*** Study material
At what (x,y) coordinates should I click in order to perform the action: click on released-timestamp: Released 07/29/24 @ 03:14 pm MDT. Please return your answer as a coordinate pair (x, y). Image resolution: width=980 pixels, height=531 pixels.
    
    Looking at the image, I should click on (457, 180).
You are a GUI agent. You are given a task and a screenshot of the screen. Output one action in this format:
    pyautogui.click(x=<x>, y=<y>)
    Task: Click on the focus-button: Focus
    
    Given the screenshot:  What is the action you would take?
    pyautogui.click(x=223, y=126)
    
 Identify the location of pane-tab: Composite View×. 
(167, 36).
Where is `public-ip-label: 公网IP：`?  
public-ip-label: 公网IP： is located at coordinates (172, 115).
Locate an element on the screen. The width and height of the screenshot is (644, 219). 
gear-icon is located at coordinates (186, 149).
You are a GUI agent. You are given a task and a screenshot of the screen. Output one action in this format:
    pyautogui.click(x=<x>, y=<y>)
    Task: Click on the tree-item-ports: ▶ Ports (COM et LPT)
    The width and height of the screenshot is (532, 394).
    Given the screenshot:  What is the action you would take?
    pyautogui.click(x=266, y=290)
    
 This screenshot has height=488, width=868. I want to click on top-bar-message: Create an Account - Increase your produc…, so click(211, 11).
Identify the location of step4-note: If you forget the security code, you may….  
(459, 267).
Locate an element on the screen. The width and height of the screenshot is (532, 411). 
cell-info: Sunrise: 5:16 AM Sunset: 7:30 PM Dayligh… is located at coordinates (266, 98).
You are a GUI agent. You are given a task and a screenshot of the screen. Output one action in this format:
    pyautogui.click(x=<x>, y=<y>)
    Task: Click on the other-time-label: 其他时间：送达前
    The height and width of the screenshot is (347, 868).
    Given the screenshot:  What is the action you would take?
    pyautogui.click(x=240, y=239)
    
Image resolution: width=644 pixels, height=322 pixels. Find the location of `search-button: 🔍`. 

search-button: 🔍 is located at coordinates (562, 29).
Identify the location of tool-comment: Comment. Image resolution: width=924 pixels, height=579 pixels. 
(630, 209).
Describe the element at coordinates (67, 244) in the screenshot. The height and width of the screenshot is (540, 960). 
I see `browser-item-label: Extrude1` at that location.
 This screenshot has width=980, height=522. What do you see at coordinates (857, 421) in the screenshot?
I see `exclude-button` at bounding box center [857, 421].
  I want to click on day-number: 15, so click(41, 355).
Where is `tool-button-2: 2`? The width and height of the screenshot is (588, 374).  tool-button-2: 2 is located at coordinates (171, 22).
******
All of the entries above should be written out verbatim.

▸ **Written response**:
At what (x,y) coordinates should I click in order to perform the action: click on released-timestamp: Released 07/29/24 @ 03:14 pm MDT. Please return your answer as a coordinate pair (x, y). Image resolution: width=980 pixels, height=531 pixels.
    
    Looking at the image, I should click on (457, 180).
You are a GUI agent. You are given a task and a screenshot of the screen. Output one action in this format:
    pyautogui.click(x=<x>, y=<y>)
    Task: Click on the focus-button: Focus
    
    Given the screenshot:  What is the action you would take?
    pyautogui.click(x=223, y=126)
    
 Identify the location of pane-tab: Composite View×. 
(167, 36).
Where is `public-ip-label: 公网IP：`?  
public-ip-label: 公网IP： is located at coordinates (172, 115).
Locate an element on the screen. The width and height of the screenshot is (644, 219). 
gear-icon is located at coordinates (186, 149).
You are a GUI agent. You are given a task and a screenshot of the screen. Output one action in this format:
    pyautogui.click(x=<x>, y=<y>)
    Task: Click on the tree-item-ports: ▶ Ports (COM et LPT)
    The width and height of the screenshot is (532, 394).
    Given the screenshot:  What is the action you would take?
    pyautogui.click(x=266, y=290)
    
 This screenshot has height=488, width=868. I want to click on top-bar-message: Create an Account - Increase your produc…, so click(211, 11).
Identify the location of step4-note: If you forget the security code, you may….  
(459, 267).
Locate an element on the screen. The width and height of the screenshot is (532, 411). 
cell-info: Sunrise: 5:16 AM Sunset: 7:30 PM Dayligh… is located at coordinates (266, 98).
You are a GUI agent. You are given a task and a screenshot of the screen. Output one action in this format:
    pyautogui.click(x=<x>, y=<y>)
    Task: Click on the other-time-label: 其他时间：送达前
    The height and width of the screenshot is (347, 868).
    Given the screenshot:  What is the action you would take?
    pyautogui.click(x=240, y=239)
    
Image resolution: width=644 pixels, height=322 pixels. Find the location of `search-button: 🔍`. 

search-button: 🔍 is located at coordinates (562, 29).
Identify the location of tool-comment: Comment. Image resolution: width=924 pixels, height=579 pixels. 
(630, 209).
Describe the element at coordinates (67, 244) in the screenshot. The height and width of the screenshot is (540, 960). 
I see `browser-item-label: Extrude1` at that location.
 This screenshot has width=980, height=522. What do you see at coordinates (857, 421) in the screenshot?
I see `exclude-button` at bounding box center [857, 421].
  I want to click on day-number: 15, so click(41, 355).
Where is `tool-button-2: 2`? The width and height of the screenshot is (588, 374).  tool-button-2: 2 is located at coordinates (171, 22).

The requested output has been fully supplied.